Now, an unlikely coalition is stepping up to do something about it. Chris Larsen, the Ripple co-founder and San Francisco crypto billionaire, has joined forces with Congressmen Sam Liccardo and Ro Khanna to push California to overhaul how it sets and ends commercial crab fishing seasons.
The core issue is real: California's current system for managing crab seasons is rigid and reactive, often shutting down or delaying fishing based on whale entanglement risk assessments that critics say are slow, overly cautious, and disconnected from conditions on the water. The result? Local crabbers lose prime selling weeks, consumers pay more, and the iconic Fisherman's Wharf tradition takes a hit — all while imported crab fills the gap.
To be clear, nobody serious is arguing we should ignore whale safety. But there's a difference between smart environmental stewardship and a bureaucratic process that can't adapt in real time. When the regulations are so clunky that they consistently fail both the fishing industry and consumers, it's worth asking whether the system is actually protecting anyone — or just protecting itself.

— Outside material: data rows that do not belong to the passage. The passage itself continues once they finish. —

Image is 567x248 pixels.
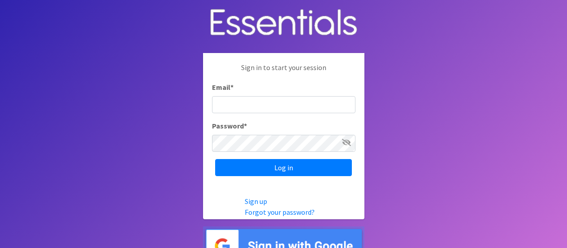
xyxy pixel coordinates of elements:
a: Sign up [245,196,267,205]
abbr: required [231,83,234,91]
label: Password [212,120,247,131]
a: Forgot your password? [245,207,315,216]
label: Email [212,82,234,92]
abbr: required [244,121,247,130]
p: Sign in to start your session [212,62,356,82]
input: Log in [215,159,352,176]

What's interesting here is the coalition itself. A tech billionaire, a moderate Democrat, and a progressive congressman don't usually end up on the same page. But fisheries policy is one of those rare issues where the math is simple enough to cut through ideology: the current rules cost local businesses money, cost consumers access to a beloved product, and don't demonstrably improve outcomes for whales compared to a more flexible approach.
Whether this push actually results in legislative change remains to be seen — Sacramento isn't exactly famous for streamlining anything. But if a crypto fortune is what it takes to get Dungeness crab back on Thanksgiving tables at a reasonable price, we'll take the win.